Posted on:2002-12-20Degree:Ph.DType:Dissertation
University:Georgia Institute of TechnologyCandidate:Thomas, Helen MargaretFull Text:PDF
GTID:1468390011996101Subject:Business Administration
Abstract/Summary:
Online user interaction is a topic of considerable current interest, both from a research as well as from a practical perspective. Virtually all online user interaction technologies in use today (e.g., personalization and customer relationship management software) are based on the notion of storing as much historical customer session data as possible, and then querying this data store in order to react to customers (e.g., offering a discount on an item that the user has shown interest in). The holy grail of online user interaction is an environment where fine-grained, detailed historical session data can be queried based on current online navigation patterns for use in formulating near real-time responses.

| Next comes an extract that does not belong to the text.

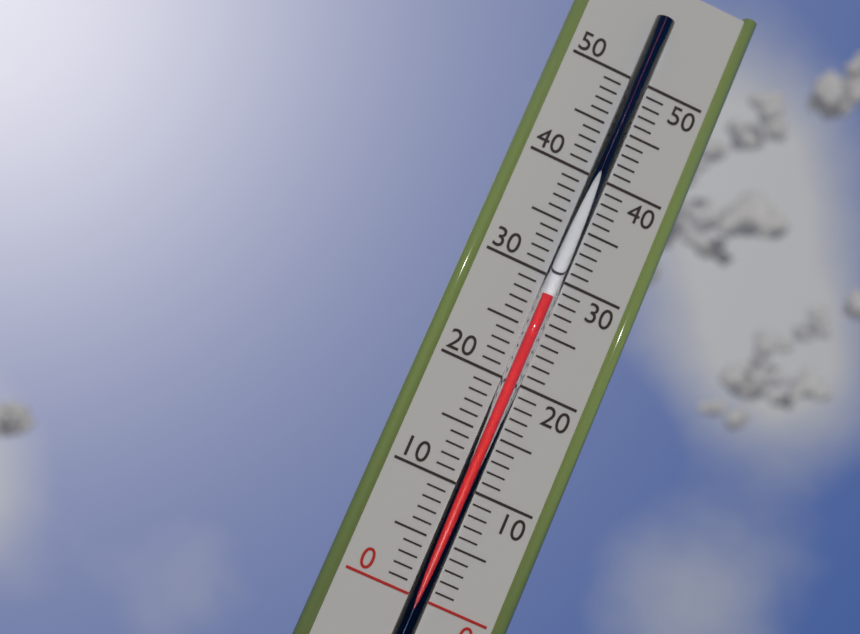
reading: 28 (no unit)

Unfortunately, most existing online user interaction technologies are unable to scale to support the high user loads and large volumes of customer data that are typical of many e-commerce sites today. Providing true online user interaction requires that data be retrieved from large persistent databases within subsecond time frames, and typically this must be done under heavy user loads. Thus, the primary bottleneck lies in the underlying database systems—existing database systems cannot effectively support these requirements.; This research attempts to present an approach to perform true online user interaction. The proposed framework entails: (1) observing specific instances of online behavior, (2) correlating this specific behavior with the vast amounts of historical behavior collected over time, and (3) reacting to the user. Our solution approach consists of two key ideas: (1) a data warehouse to store historical behavior, and (2) rule caching to track online behavior and correlate with the historical data. An implementation of an online user interaction system based on the proposed framework is presented, along with a set of performance results, which indicate that the system is indeed capable of providing near real-time responses, even under heavy user loads.